Aylan's aunt: His mum told me 'I don't know how to swim and I'm scared'

Thousands of people desperate to reach Western Europe rushed into a Budapest railway station after police ended a two-day blockade, setting off a wave of anger as hundreds shoved their way onto a waiting train.

Aylan's aunt: His mum told me 'I don't know how to swim and I'm scared'

Talks on the refugee crisis continue at EU level today, with a meeting of foreign ministers in Luxembourg and a separate gathering of the leaders of four eastern European countries, including Hungary.

It comes ahead of a European Commission proposal to relocate an extra 120,000 people across the European Union to be unveiled next week.

Calls are mounting for a united response to the refugee crisis after pictures were published of the body of three-year-old Syrian boy Aylan Kurdi washed up on a beach in Turkey. His brother and their mother also drowned.

Aylan's aunt, who lives in Canada, where Aylan's family wanted to go, said she spoke to her sister-in-law before the family set off on their journey.

Teema Kurdi said: "She said to me: 'I really don't want to go. I don't know how to swim and I'm scared. How about if we drown in the water?'

"I said to her, laughing,: 'Just put your lifejacket on. You will be fine'."

Canada has denied it received a bid for asylum from the family. Teema Kurdi said the family's request for refugee status had been rejected, but later acknowledged it had never been submitted. Abdullah's brother, Mohammad, did submit an application, though it was rejected for being incomplete, Canadian immigration authorities added.

Aylan's father Abdullah Kurdi. Picture: AP

A statement released by Teema Kurdi to the media on the family's experience said the family had begun a formal process to bring her siblings and their families to Canada. She said that "due to financial constraints and a complex application process requiring numerous international documents", the family was applying for her siblings on at a time.

"The first of the applications was done on behalf of our older brother Mohammad and his family, as his children are of school age. Abdullah's application was to be submitted upon approval of the first," she said.

"I gathered a group of sponsors including family and friends and we filed a sponsorship application in early 2015. It was rejected in June as it was impossible for my family, as it is for many Syrians, to get the necessary documents that would satisfy the Canadian refugee entry requirements.

"Some of the documentation required for this process included: a valid Syrian passport and a Turkish work permit (Mavi Kimlik card), which are simply not available to Syrians in that region."

She said the application was declined and that same week, Mohammad left for Germany as they had opened their borders to the refugees.

"When Abdullah learned about our brother's rejected Canadian application, it became clear he also had to find a way to reach Western Europe," she said.

"There was no hope of collecting the appropriate paperwork for his family to be successful with an entry to Canada.

"It is too late to save Abdullah's family. However, it is clear that the international community needs to do more to help the refugees of this war-torn region."

Two-day blockade

Meanwhile, thousands of people desperate to reach Western Europe rushed into a Budapest railway station after police ended a two-day blockade, setting off a wave of anger as hundreds shoved their way onto a waiting train.
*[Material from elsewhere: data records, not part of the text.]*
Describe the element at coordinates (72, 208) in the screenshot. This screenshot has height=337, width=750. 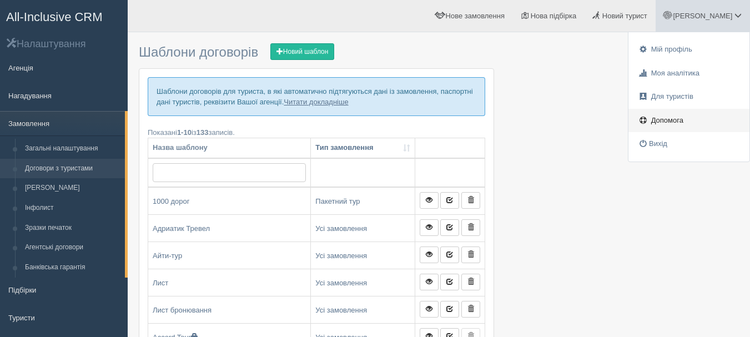
I see `a: Інфолист` at that location.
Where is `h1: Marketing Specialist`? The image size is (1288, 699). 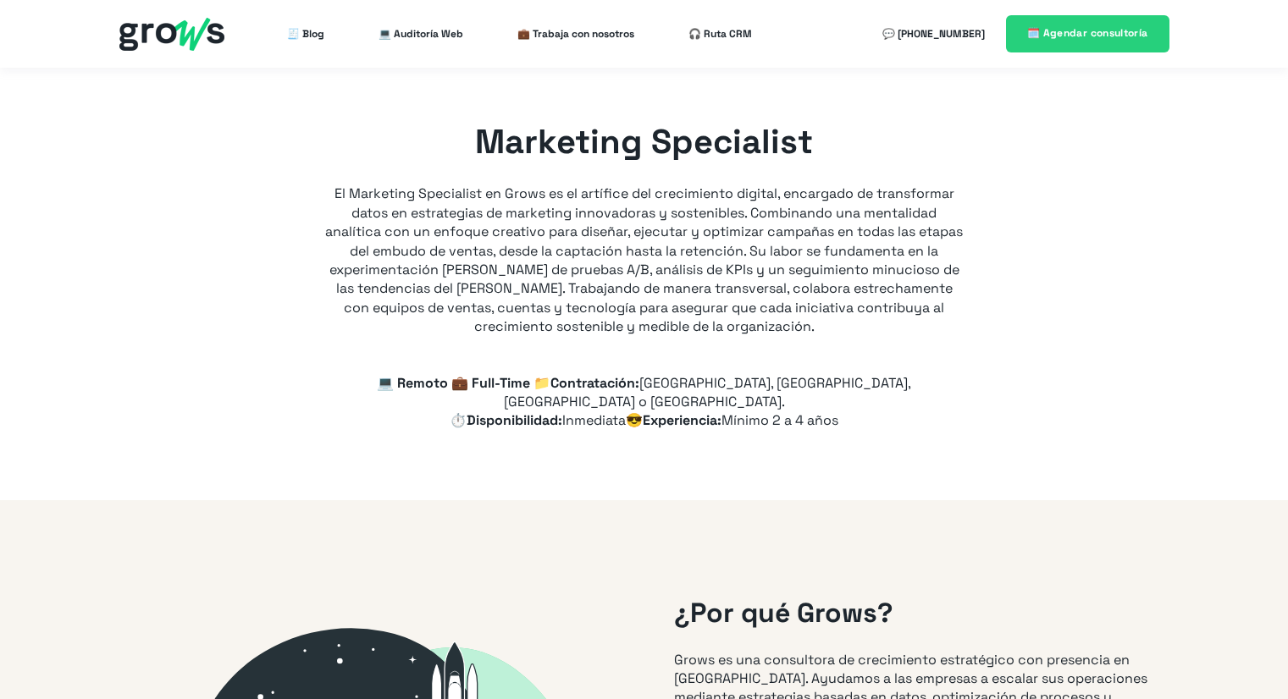
h1: Marketing Specialist is located at coordinates (644, 142).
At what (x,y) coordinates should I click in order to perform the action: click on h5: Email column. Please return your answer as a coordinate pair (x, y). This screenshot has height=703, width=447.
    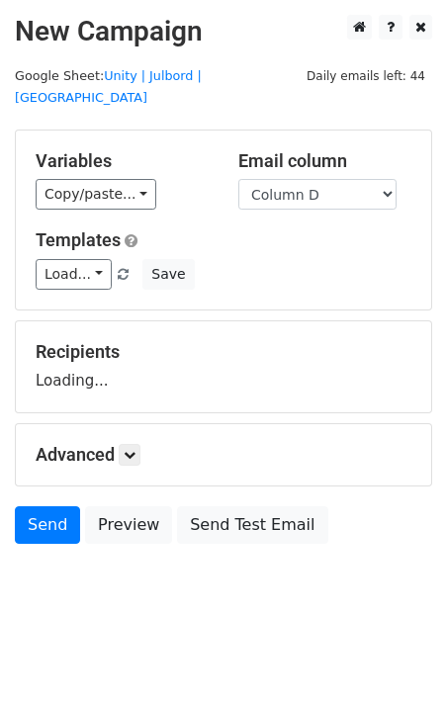
    Looking at the image, I should click on (324, 161).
But when it tried to drop them off at a Hungarian camp for asylum seekers, a bitter showdown began.

One man yelled in Arabic as his wife and infant son lay on the tracks: “We won’t move from here!”
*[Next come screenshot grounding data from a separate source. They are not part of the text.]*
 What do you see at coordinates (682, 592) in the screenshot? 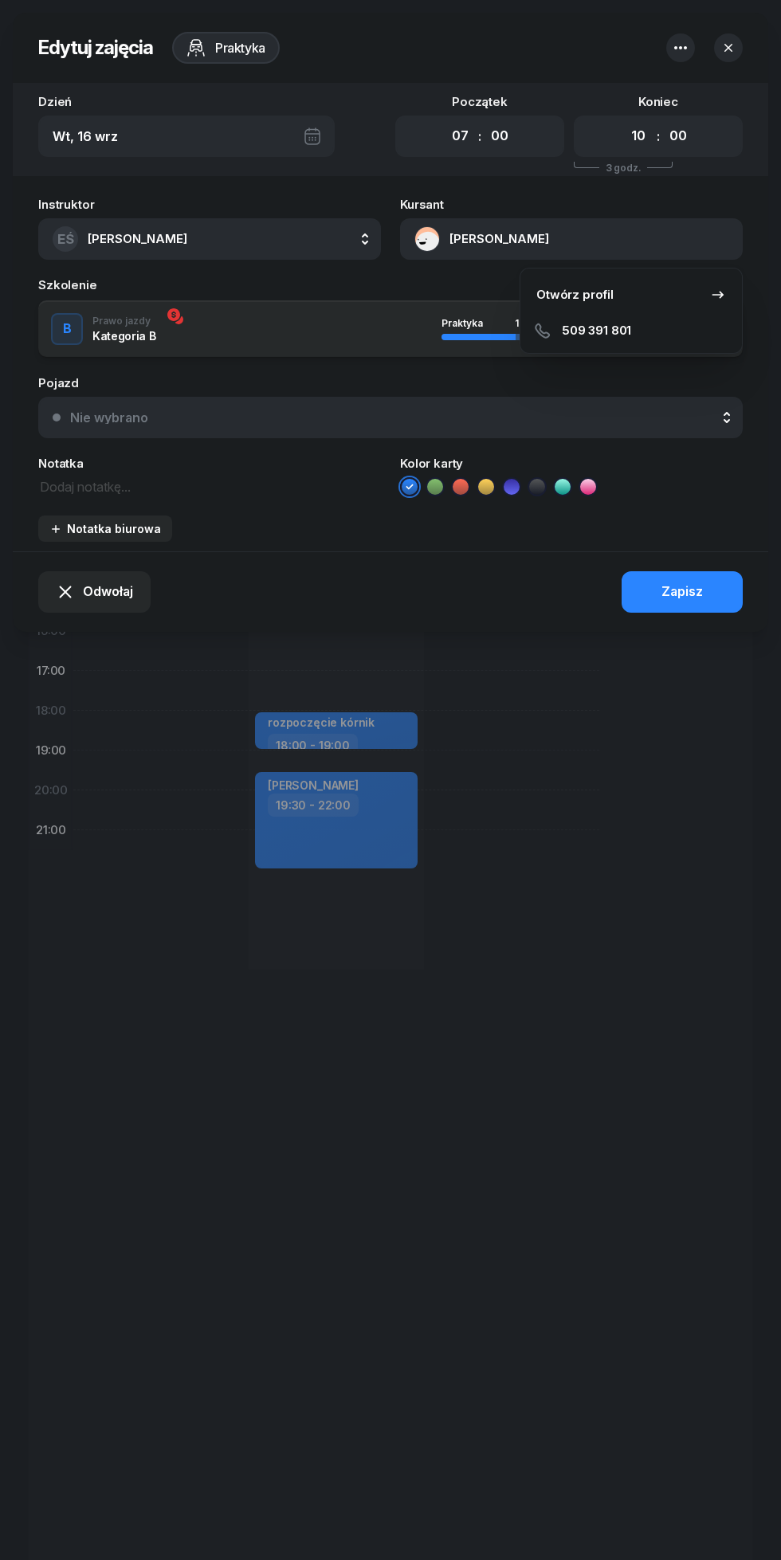
I see `div: Zapisz` at bounding box center [682, 592].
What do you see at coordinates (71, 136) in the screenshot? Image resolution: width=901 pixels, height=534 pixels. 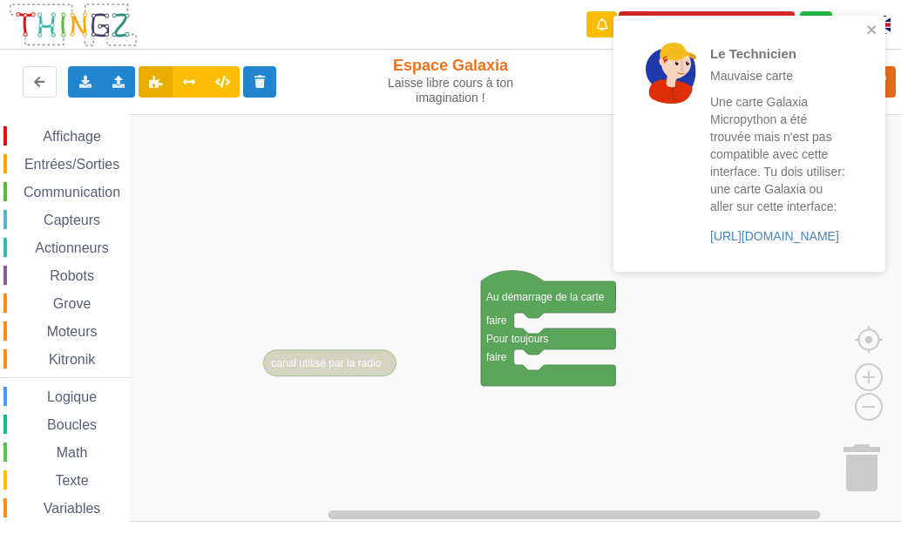 I see `span: Affichage` at bounding box center [71, 136].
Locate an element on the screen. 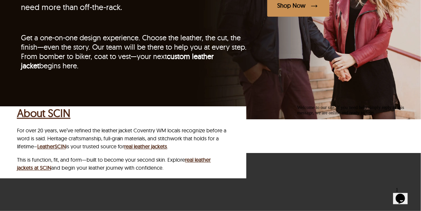 The width and height of the screenshot is (421, 211). a: custom leather jacket is located at coordinates (117, 61).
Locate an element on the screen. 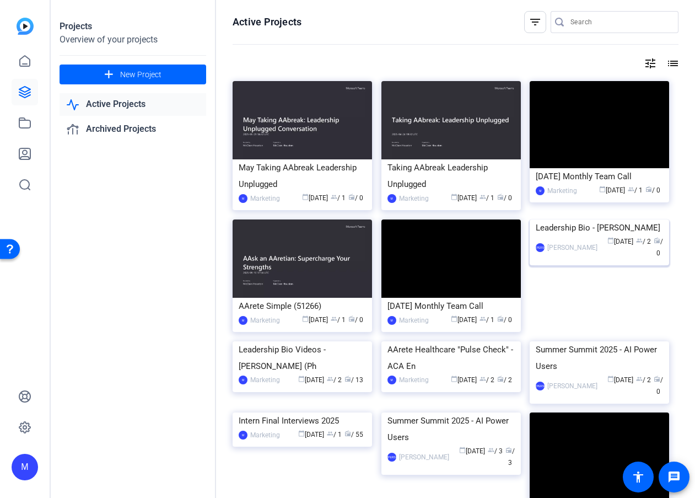 The height and width of the screenshot is (498, 695). div: AArete Simple (51266) is located at coordinates (302, 306).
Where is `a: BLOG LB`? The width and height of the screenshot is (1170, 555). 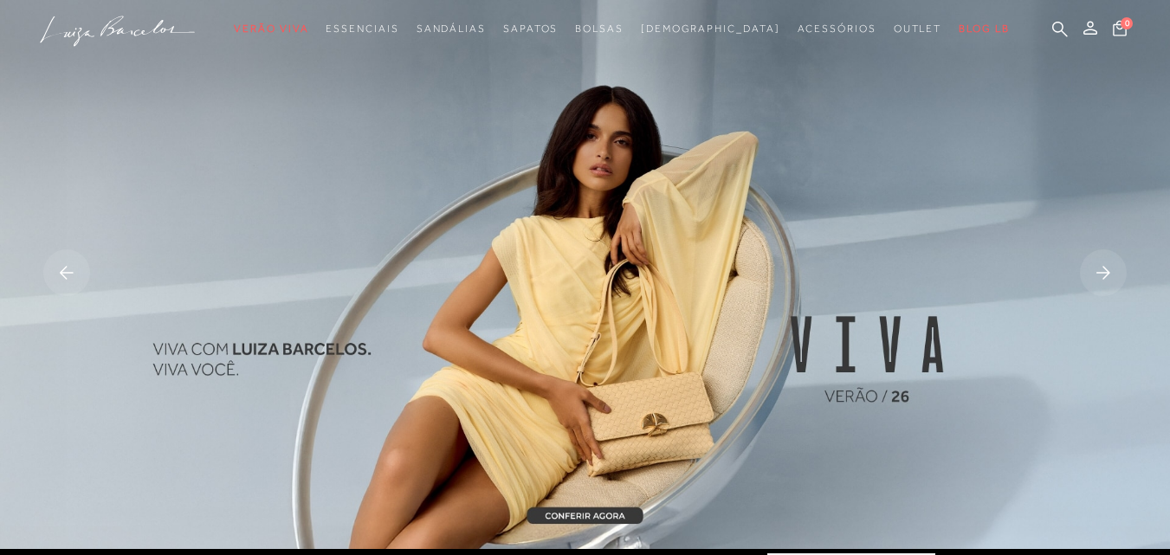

Police surrounded the prone family, pulled the husband away and handcuffed him as he cried out.

His wife and nappy-clad boy – apparently uninjured despite their stumbling descent onto the tracks – were freed and allowed to rejoin other migrants.
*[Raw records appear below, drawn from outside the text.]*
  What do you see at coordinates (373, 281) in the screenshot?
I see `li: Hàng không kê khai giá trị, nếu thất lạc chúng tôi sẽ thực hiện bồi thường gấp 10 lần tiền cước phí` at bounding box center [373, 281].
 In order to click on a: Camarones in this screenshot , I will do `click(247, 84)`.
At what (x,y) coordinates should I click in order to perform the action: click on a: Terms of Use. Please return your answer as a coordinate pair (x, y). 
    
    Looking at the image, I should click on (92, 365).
The scene of desperation was just one of many that unfolded as tempers flared in Hungary’s war of wills with migrants trying to evade asylum checks and reach Western Europe, a showdown with consequences for the entire continent.

Hungary’s anti-immigrant prime minister warned European partners that he intends to make his country’s borders an impassible fortress for new arrivals.

His government struggled to coax thousands of unwanted visitors away from the Budapest transport hub that has been turned into a squalid refugee camp.

People fleeing war and poverty in the Middle East, Asia and Africa rushed into the Keleti railway terminal when police unexpectedly withdrew on Thursday morning, ending a blockade designed to stop migrants from boarding trains to their desired destinations in Germany and Austria.

In desperate scenes, people pushed each other to reach the train’s six carriages. Children cried in terror as parents or older siblings pulled them through open windows, thinking that getting on board meant they would be first to escape Hungary.

But instead of heading to the Austrian border, the overloaded train stopped at Bicske, a town north-west of Budapest that holds one of the country’s five camps for asylum seekers – facilities the migrants want to avoid as they do not want to pursue asylum claims in economically depressed Hungary.

As the train platform filled with police came into view, those inside chanted their disapproval and their determination to reach Germany, their almost unanimous goal.

The crowd, angrily waving train tickets to Vienna and Munich, refused police orders to board buses to the asylum centre, pushing their way past police and back onto the train.

A day-long stand-off ensued in which police and charity workers took turns handing food and water to the passengers, only to have them tossed out of train windows in protest.